On Monday, April 8, 2013 3:46:40 AM UTC-5, Francesco wrote:
>
> Hy I m a new user in world puppet
> I have installed a packge test on a node "screen" without problem
> Now i want to try to uninstall it but without success. This is the file
> configuration
> this is my file init.pp
> package {"screen-4.0.3-16.el6":
> ensure=> "absent"
> }
>
> #package and purge its config files
> package {"screen-4.0.3-16.el6":
> ensure => "purged"
> }
>
> this is the path of my manifest /etc/puppet/modules/screen/manifests
> this is the command that I execute to remove package screen
> puppet agent --server=puppet.xxxx.xxxxI
>
> this is the answer
>
> Info: Retrieving plugin
> Info: Caching catalog for node.xx.xx.x
> Info: Applying configuration version '1365406267'
> Notice: Finished catalog run in 0.08 seconds
> Effectively screen is already installed
>
> Thank you in advance
> I m going mad
>
>
Puppet is not parsing your module's manifest. It would fail with a parse
error if it tried to do.
I think you have a misconception: installing or creating a module in your
module path does not in itself cause any declarations in any of its
manifests to be applied to client nodes. At a typical site, there are
multiple kinds of nodes that must be configured differently, sometimes
including even special one-offs. Puppet therefore has mechanisms for
assigning specific resource declarations and collections of resource
declarations to clients. It assigns only those declarations.

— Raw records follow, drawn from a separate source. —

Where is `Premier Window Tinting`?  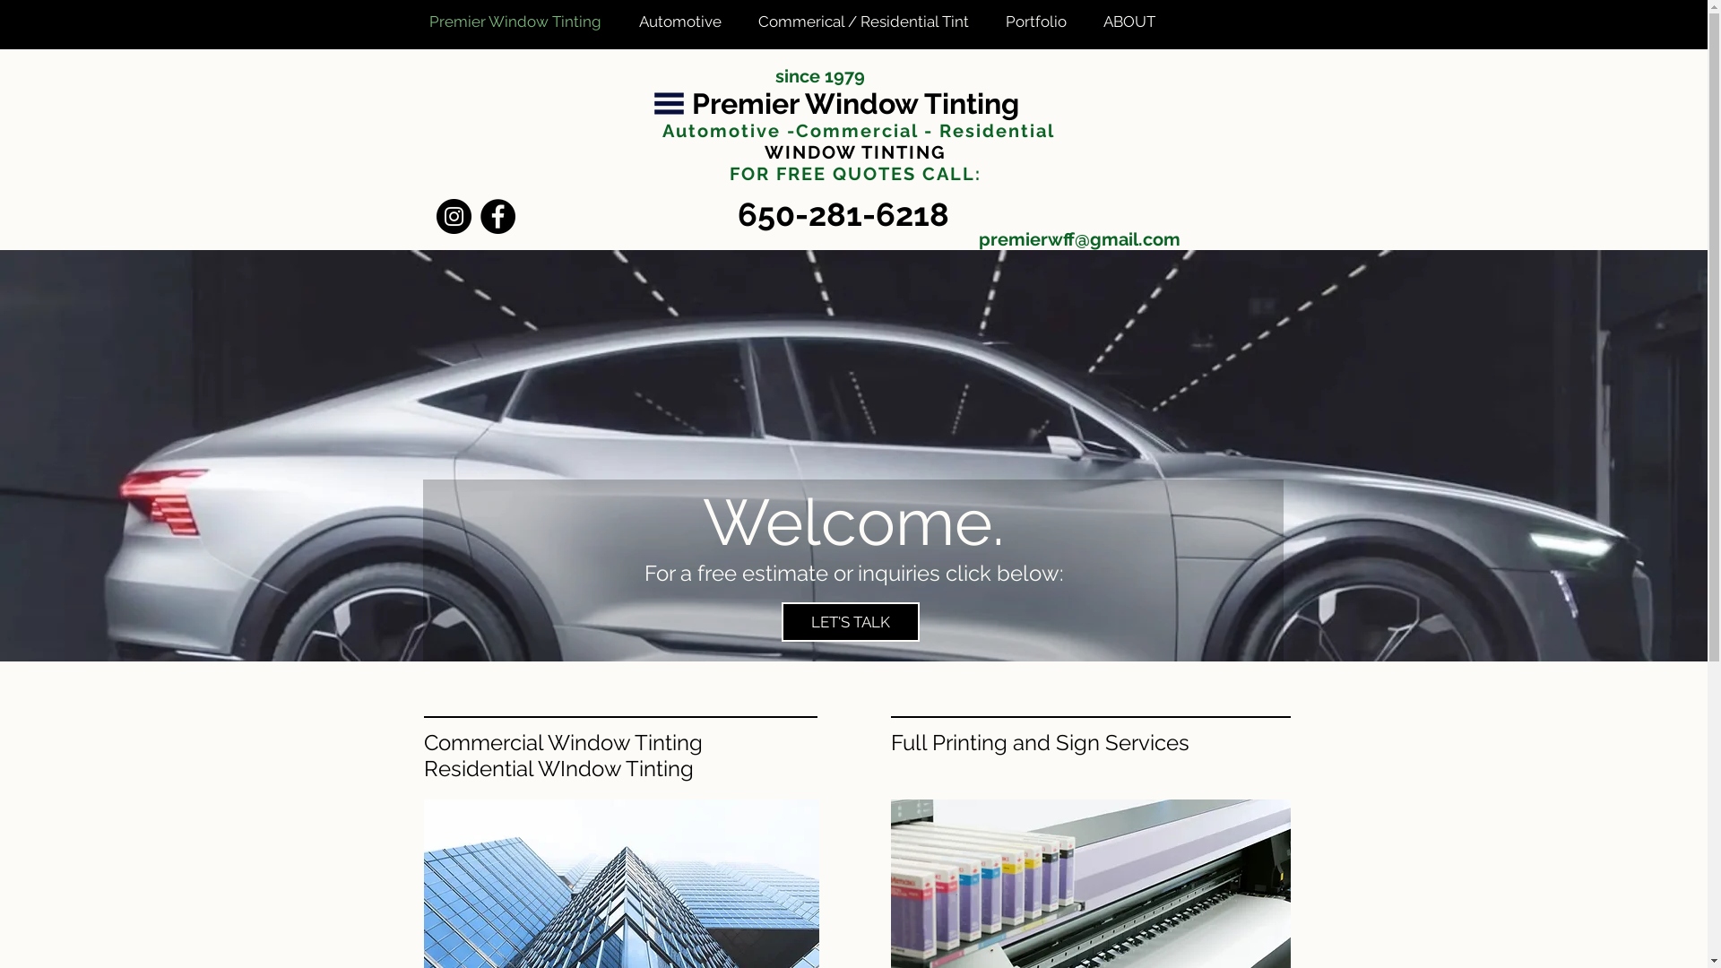
Premier Window Tinting is located at coordinates (521, 22).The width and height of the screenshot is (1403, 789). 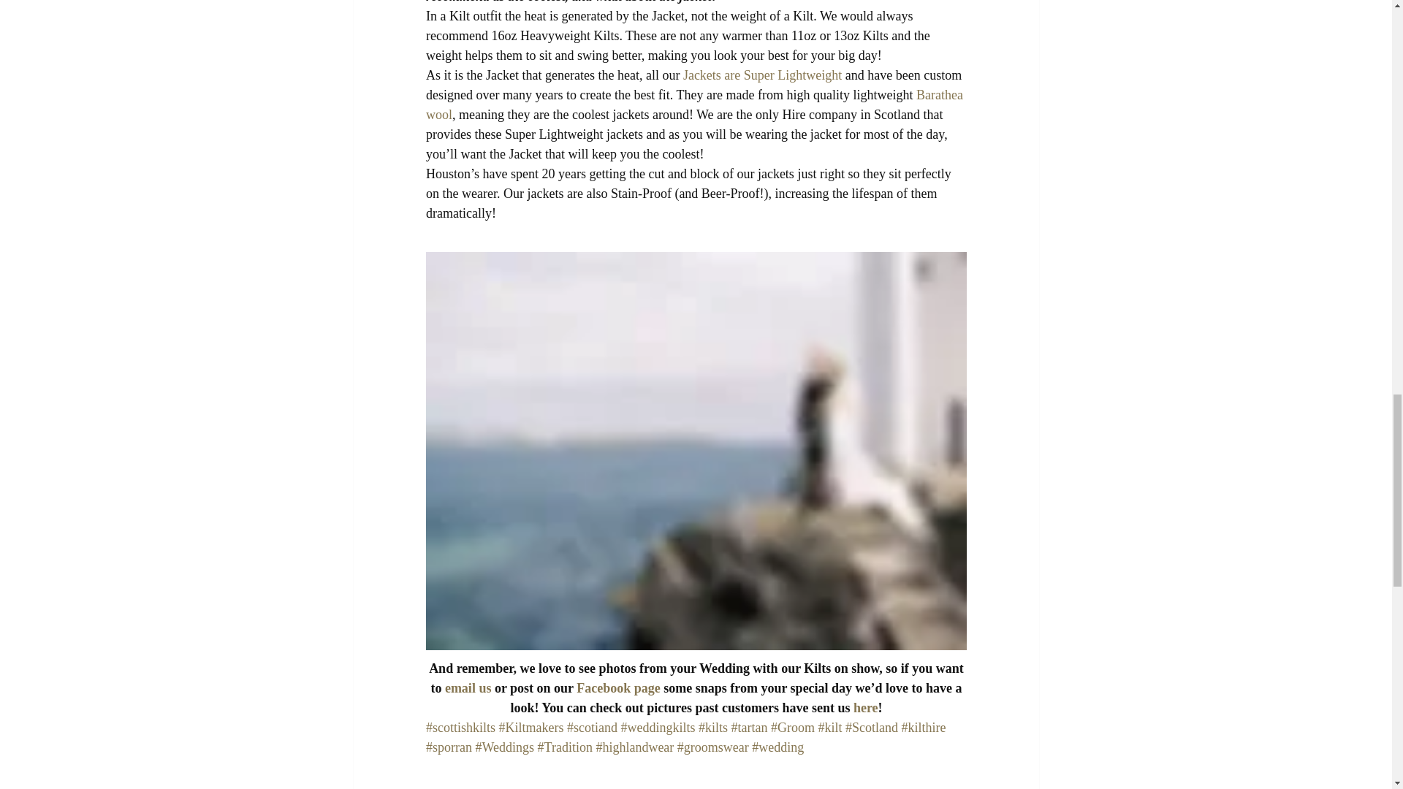 What do you see at coordinates (694, 105) in the screenshot?
I see `Barathea wool` at bounding box center [694, 105].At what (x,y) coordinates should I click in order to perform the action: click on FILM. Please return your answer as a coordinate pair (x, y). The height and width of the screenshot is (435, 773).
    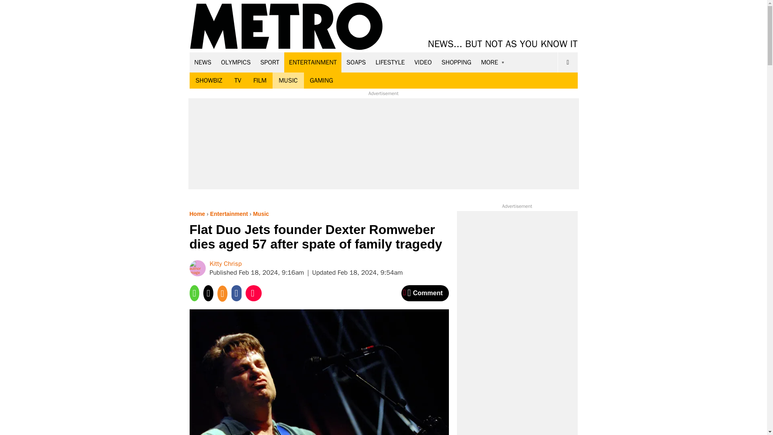
    Looking at the image, I should click on (260, 81).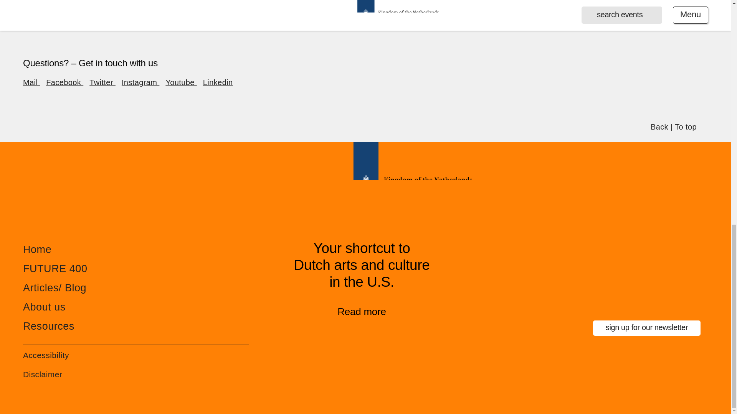 This screenshot has height=414, width=737. What do you see at coordinates (102, 82) in the screenshot?
I see `Twitter` at bounding box center [102, 82].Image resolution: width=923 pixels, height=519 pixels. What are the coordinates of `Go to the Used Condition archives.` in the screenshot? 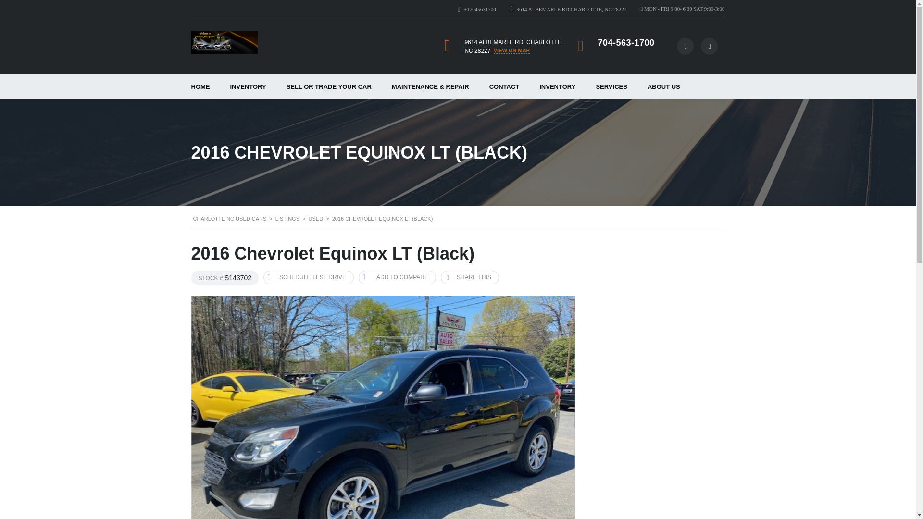 It's located at (316, 219).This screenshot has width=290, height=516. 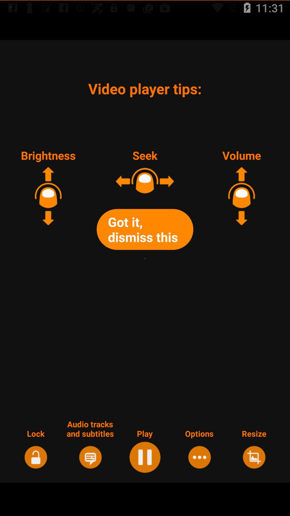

Unless you configure it specially, the master starts with
<puppet-path>/manifests/site.pp (not init.pp -- that's for modules).
Declarations in that file apply to all nodes, and it is typical (at least
when starting with Puppet) to use node declarations to tell Puppet which
declarations to apply to each particular client. For the time being,
however you can define just a default node in which you declare the
appropriate class from your 'screen' module:
node default {
include 'screen'
}
Puppet determines where to look for the manifest containing class 'screen's
definition based on the class name. Class definitions are usually assumed
to be in files <classname>.pp in directories corresponding to their module
and any intermediate namespaces. Classes that have the same name as the
module in which they appear are special, however: they should be in files
named init.pp in their module's manifests directory. In your case that
would be /etc/puppet/modules/screen/manifests/init.pp. That file should
contain this:
class screen {
package { 'screen':
ensure => 'purged'
}
}
Note that the version and release codes are NOT part of the package name,
and if putting them in happens to work in any given context then that is a
happenstance on which you should not rely and from which you should not
draw any conclusions. To ensure that a specific version/release of the
package was installed, you would use the 'ensure' parameter: "ensure =>
'4.0.3-16.el6'". On the other hand, a lot of people don't care exactly
which version (ensure => 'installed') or want the latest available version,
whatever that happens to be (ensure => 'latest').
Note also that there can be only one declaration for package 'screen' for
any given node. Puppet does not allow multiple declarations for the same
resource; this helps you ensure internal consistency of your manifests.